Unbroken quiet still prevails on the military lines north of
James river.--
Butler has gone south, in ships, it is believed to attack
Wilmington.
The Yankee papers say he is in command of a large land force, which is to co-operate with the monitor fleet; but he has left his negroes behind.
The Eighteenth corps, now composed entirely of negroes, still holds Newmarket Heights and
Fort Harrison, and its sable pickets daily tramp within easy musket range of our lines.
On
General Pickett's lines, between the
James and
Appomattox, quiet also reigns.
At
Petersburg, however, the
Yankees are spiteful, and rarely permit a day to pass without treating us to a cannonade.
On Monday evening they shelled our left, near the
Appomattox, vigorously for two hours. On this occasion, we are glad to learn, no casualty occurred amongst our men.
We have nothing from the Stoneman raid on the Virginia and Tennessee railroad except the report, stated in a telegram received yesterday by a member of the Legislature from
Southwestern Virginia, that on last Sunday evening
General Breckinridge, having marched out from
Saltville, attacked the enemy at
Glade Spring, and gained a decided success, and that he renewed the attack early on Monday morning, compelling the enemy to retreat precipitately towards
East Tennessee.
This report is not confirmed by any official intelligence received at the War Department, but we see no reason to discredit it. If
General Breckinridge had collected such a force as would at all justify him in leaving his entrenchments, there is no doubt that he has done so; and it is just like
Stoneman to be cut down in mid career, as he was during his last raid in
Georgia.
From Hood's army.
We are again, and are likely to be for a week to come, dependent upon the
Yankee press for news from
Tennessee Unofficial telegrams from
Nashville state that they have at that place five thousand prisoners and forty-nine pieces of cannon, taken from
Hood during the battles of the 15th and 16th.
We are not in a position to disprove these statements, but we have repeatedly known quite as positive announcements to turn out absolutely false and unfounded.
Perhaps the telegraph is again to blame, as, from
Stanton's bulletin, it appears to have been in diminishing
Thomas's casualties from three thousand to three hundred.
It is noticeable that
Thomas sends no telegram on the 17th, and that the "unofficial" telegrams say nothing of what is going on, and do not tell us where
Hood is.
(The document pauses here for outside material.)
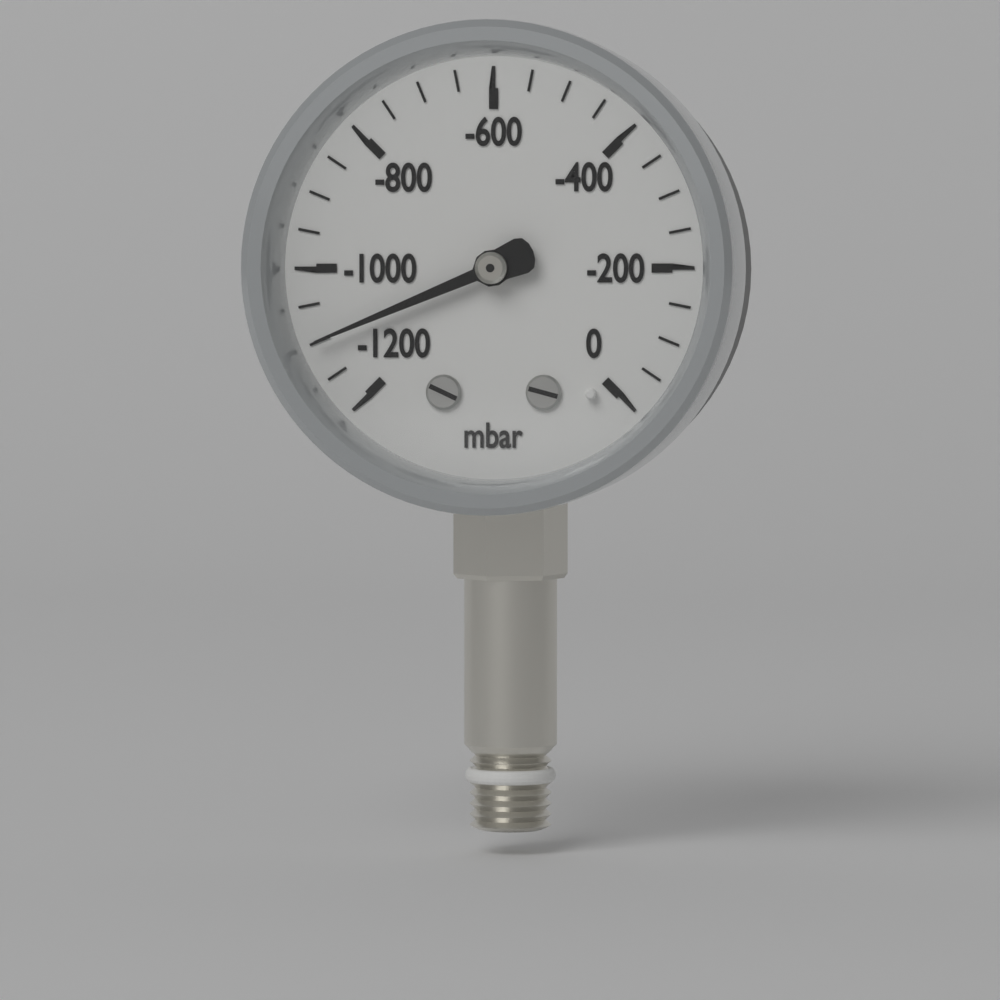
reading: -1100 mbar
It is not impossible that matters have taken a turn, at once unexpected and unpleasant to
Thomas, who, on the 16th, according to his own account, was driving our army down ten or a dozen turnpikes at once.
Perhaps
General Forrest, with his splendid cavalry, have turned up in the right place and put a sudden change upon the aspect of affairs.
He has a way of turning up unexpectedly, and always make his presence felt.
He had had abundant time to rejoin
Hood, even though he were at
Murfreesboro' when the fight began; and we think there is little doubt he has done so. This assurance, and the knowledge of the weight of
Forrest's sword and presence, together with the certain conviction that
Thomas would have telegraphed
Stanton had he had anything agreeable to communicate, cause us still to hope that
General Hood's condition is by no means hopeless; and that his army is not, as the enemy express the hope, in danger of being "crushed."